As detailed in our article, we attribute much insurer success to the industry’s early and effective public relations campaign, which appears to have been at least subconsciously accepted by federal trial courts, contending that COVID-19 coverage would financially ruin insurers.  As detailed in Infected Judgment, it is hard to find a better explanation for the disappointing performance of federal courts to date.  Their “analysis” of COVID-19 coverage disputes has too often been glib, superficial, conclusory and sometimes in de facto disregard of the ground rules of contract construction and applicable state insurance law precedent.

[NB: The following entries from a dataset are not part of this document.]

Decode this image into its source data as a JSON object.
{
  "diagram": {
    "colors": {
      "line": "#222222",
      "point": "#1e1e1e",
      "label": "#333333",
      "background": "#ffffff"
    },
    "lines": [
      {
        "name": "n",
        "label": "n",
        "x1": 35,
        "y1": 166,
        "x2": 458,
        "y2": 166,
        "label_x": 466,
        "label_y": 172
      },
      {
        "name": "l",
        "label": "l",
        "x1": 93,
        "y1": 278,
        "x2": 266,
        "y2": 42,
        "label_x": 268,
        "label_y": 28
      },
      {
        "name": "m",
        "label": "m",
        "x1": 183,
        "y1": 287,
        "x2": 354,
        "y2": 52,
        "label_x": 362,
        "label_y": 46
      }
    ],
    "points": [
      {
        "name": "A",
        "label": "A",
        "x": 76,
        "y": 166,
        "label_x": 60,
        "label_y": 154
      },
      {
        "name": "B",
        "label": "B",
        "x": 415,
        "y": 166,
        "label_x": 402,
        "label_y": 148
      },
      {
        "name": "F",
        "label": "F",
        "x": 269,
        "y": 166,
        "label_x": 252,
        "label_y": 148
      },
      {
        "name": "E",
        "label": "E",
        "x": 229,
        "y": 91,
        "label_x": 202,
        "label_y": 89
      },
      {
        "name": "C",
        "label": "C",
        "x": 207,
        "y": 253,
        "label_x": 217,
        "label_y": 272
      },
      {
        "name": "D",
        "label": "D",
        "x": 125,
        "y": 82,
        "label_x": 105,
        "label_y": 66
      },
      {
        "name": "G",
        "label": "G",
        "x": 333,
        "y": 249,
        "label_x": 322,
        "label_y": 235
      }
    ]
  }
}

The problem we identified in 2020 has only gotten worse in 2021 as federal courts in the most recent decisions largely have eschewed fresh analysis in favor of treating the issue as determined by what one might term the “first wave” of trial court decisions.  At least in federal court, a cascade effect appears to have taken hold, with attendant reflexive resistance to COVID coverage rather than the closer and more sophisticated analysis the matter deserves.

Recent decisions such as Brown’s Gym, Inc. v. Cincinnati Ins. Co. (Court of Common Pleas, Lackawanna County, Pennsylvania July 13, 2021) and Schleicher & Stebbins Hotels, LLC v. Starr Surplus Lines Ins. Cos. (Superior Court, Merrimack County, New Hampshire June 15, 2021) make strong cases for coverage and rejecting pretrial dismissal of COVID coverage claims.  If the highest courts of the states share these views, a needless divide will have occurred because of federal court failure to pursue certification, a logical avenue for effectively resolving COVID claims.

The federal bench may still recover from its judgment infected by the insurer influence campaign as circuit courts weigh in on the coverage issue.  However, the one circuit court decision to date (Oral Surgeons, P.C. v. Cincinnati Ins. Co. (8th Cir. July 2, 2021) is not encouraging.  If state high courts ultimately refute the too-often simplistic assessment of federal courts, the saga of the COVID coverage wars will not reflect well on the legal system.